A silver-colored metal alloy used for durable dental fillings, composed of mercury mixed with silver, tin, copper, and other metals.

Amalgam is a metallic restorative material composed of a mixture of mercury with a powdered alloy containing silver, tin, copper, and sometimes zinc or other trace metals. When the mercury is combined with the alloy powder in a process called trituration, the resulting material is a pliable mass that can be condensed into a prepared tooth cavity where it hardens through a crystallization process over the following twenty-four hours. Amalgam has been used in restorative dentistry for over 150 years and is valued for its exceptional durability, compressive strength, wear resistance, and longevity in posterior teeth that bear significant occlusal forces.

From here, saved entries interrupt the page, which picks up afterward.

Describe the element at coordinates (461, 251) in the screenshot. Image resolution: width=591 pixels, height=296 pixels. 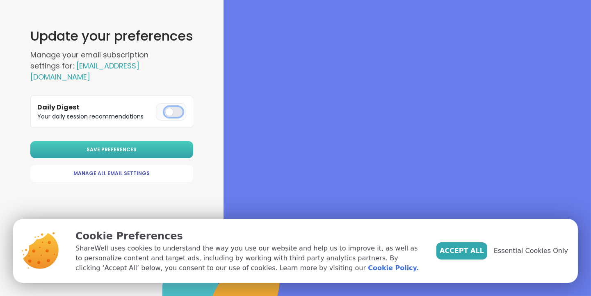
I see `button: Accept All` at that location.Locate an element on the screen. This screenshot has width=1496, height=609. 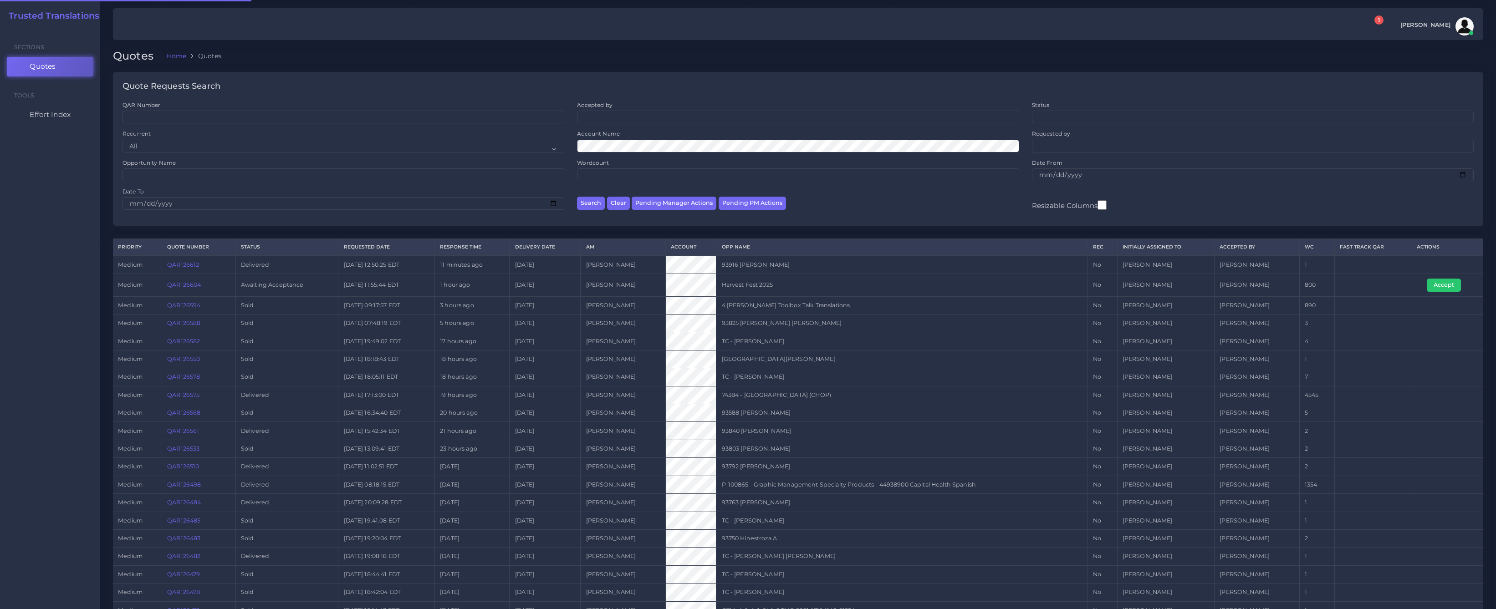
th: Initially Assigned to is located at coordinates (1165, 247).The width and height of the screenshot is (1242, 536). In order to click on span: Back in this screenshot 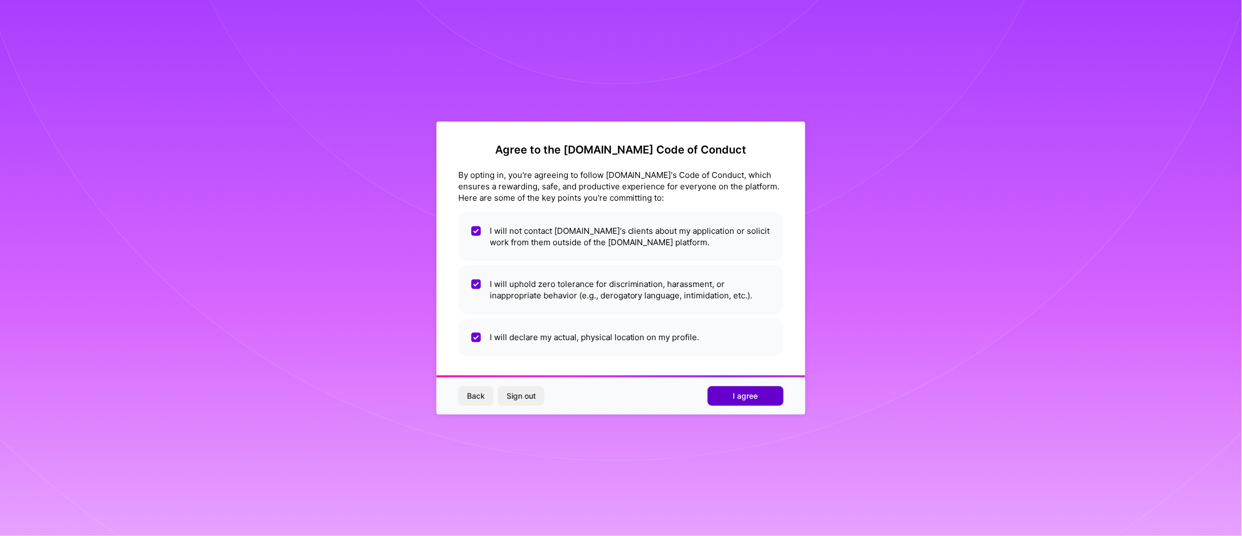, I will do `click(476, 396)`.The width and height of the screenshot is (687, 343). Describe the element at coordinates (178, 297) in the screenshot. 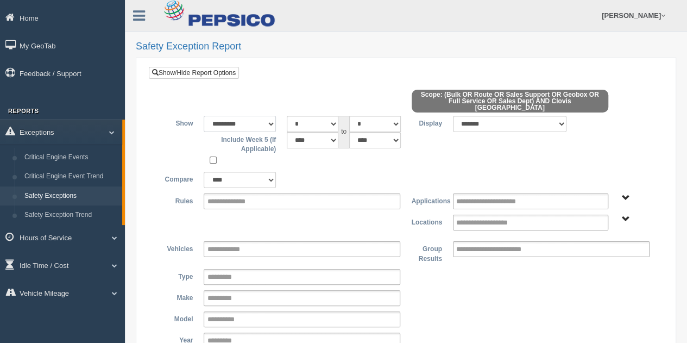

I see `label: Make` at that location. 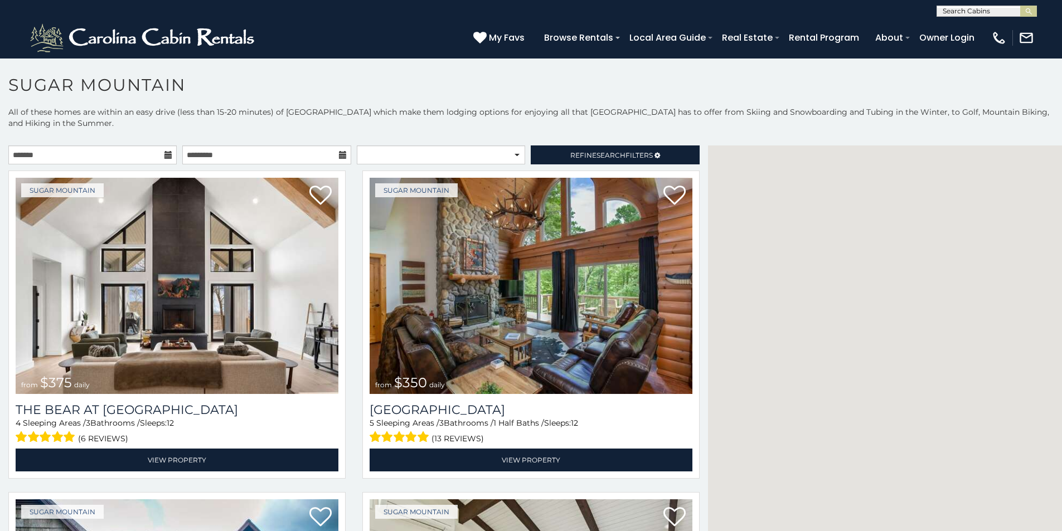 I want to click on a: Grouse Moor Lodge from $350 daily, so click(x=531, y=286).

Despite the shift toward tooth-colored composite materials driven by patient aesthetic preferences, amalgam remains a clinically proven and cost-effective option for large posterior restorations.

The use of dental amalgam has generated ongoing discussion within the dental profession and regulatory agencies regarding the safety of its mercury content. Major health organizations, including the American Dental Association and the World Health Organization, have affirmed that dental amalgam is safe for the general population, though certain groups such as pregnant women and patients with mercury allergies may warrant alternative materials. Some jurisdictions have enacted or proposed restrictions on amalgam use based on environmental concerns related to mercury disposal rather than patient safety. These regulatory developments have accelerated the trend toward mercury-free restorative materials, and many practices have transitioned entirely to composite resins, glass ionomers, and ceramic restorations.

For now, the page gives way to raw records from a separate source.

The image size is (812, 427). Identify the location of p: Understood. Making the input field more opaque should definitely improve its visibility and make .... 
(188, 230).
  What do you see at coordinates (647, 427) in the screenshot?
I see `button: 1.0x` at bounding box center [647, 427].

In billing workflows, amalgam restorations are coded under a distinct set of CDT procedure codes that are separate from composite restoration codes, with classification based on tooth type (primary or permanent) and the number of surfaces involved. Reimbursement rates for amalgam codes are generally lower than those for comparable composite codes, which creates a financial consideration in material selection. Some dental benefit plans apply a downgrade policy in which claims submitted for posterior composite restorations are reimbursed at the lower amalgam fee schedule, leaving the patient responsible for the difference. Billing teams should identify plans with downgrade provisions during eligibility verification so that patients can be informed of their out-of-pocket costs before treatment.

Why It Matters for Dental Practices

Amalgam restorations have separate CDT codes from composite restorations, and the reimbursement rates differ significantly between the two material categories. Correct material-based coding directly affects practice revenue on every restorative claim.

Example

A practice places a two-surface amalgam restoration on tooth 30 and bills D2150. The payer reimburses $145 for the amalgam code. Had the same tooth received a composite restoration coded as D2392, the reimbursement would have been $185, illustrating the revenue impact of material selection and coding accuracy.